ACCOUNTING practice question
Arthur Dyck
arthur at avefoodcoop.ca
Sat May 19 16:10:07 EDT 2007
On Sat, 2007-05-19 at 11:31 -0800, Lewis Overton wrote:
> I'm the treasurer for a non-profit community band. We have now received our
> first grant specifically for purchase of music, so I need to set up a way to
> track the funds. Rather than blunder ahead blindly, I thought I would ask
> how others do it.
>
> We have one bank account for cash. The real money goes there.
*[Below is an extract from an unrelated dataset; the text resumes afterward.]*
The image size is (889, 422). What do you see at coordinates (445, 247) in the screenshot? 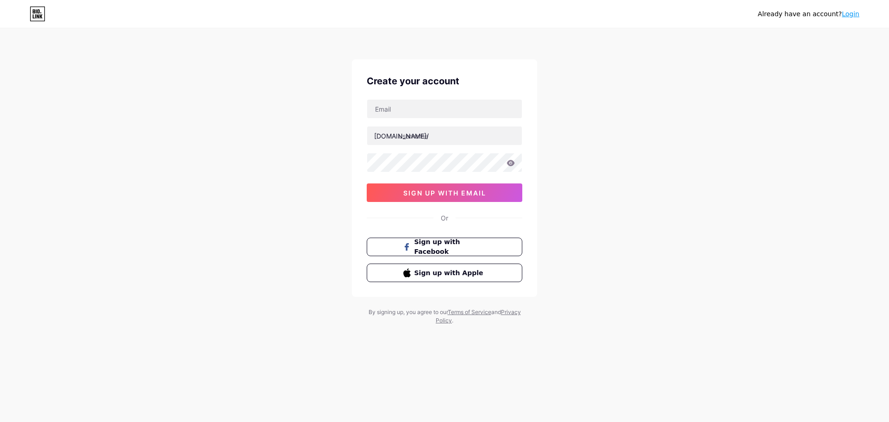
I see `a: Sign up with Facebook` at bounding box center [445, 247].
I want to use
> gnc2.0.4 to reconcile the bank account.
>
> The source is in accounts tracking kind of donor (individual, corporate,
> government, etc.).
>
> Contributions for music come in three classes: any kind, music for the jazz
> band, (potentially) music for the concert/park bands.
>
> I presume I need accounts for temp-restricted assets: jazz music, concert
> music, any music.
>
> UCOA v3 includes accounts:
>
> 3110 Use restricted net assets Control accounts for program restricted
> grants equity
> 3110 Use restricted net assets Net assets - temporarily restricted for
> programs equity
> 3110 Use restricted net assets Temporarily restricted net assets -
> programs equity
> 3110 Use restricted net assets Use restricted net assets equity
>
> Suggestions for how to structure this using GnuCash (which I really like)
> appreciated.
>
> Lewy
In my experience, it's hard with gc, especially if you have more than
one grant. There are software programs out there which have a project
feature to which you can allocate income and expenses. Then you create
an income account for each grant you receive, e.g. income:city grant,
income:state grant, create a project for that grant and allocate that
income to that project. Then when you spend that money, you allocate
the expense to the same project. Then you can create reports which will
show the project details. I find this is easier and cleaner than
creating multiple accounts to handle each grant or project. This,
however, may be more than you need and can be handled the way you are
suggesting. But I'm usually juggling 5 - 6 grants and found that is the
way to go.
If you want to stick to linux, take a look at Ledger-smb or SQL-Ledger.
Both have project features. If you're on Windows, Quickbooks and Simply
Accounting will do the job, for a price.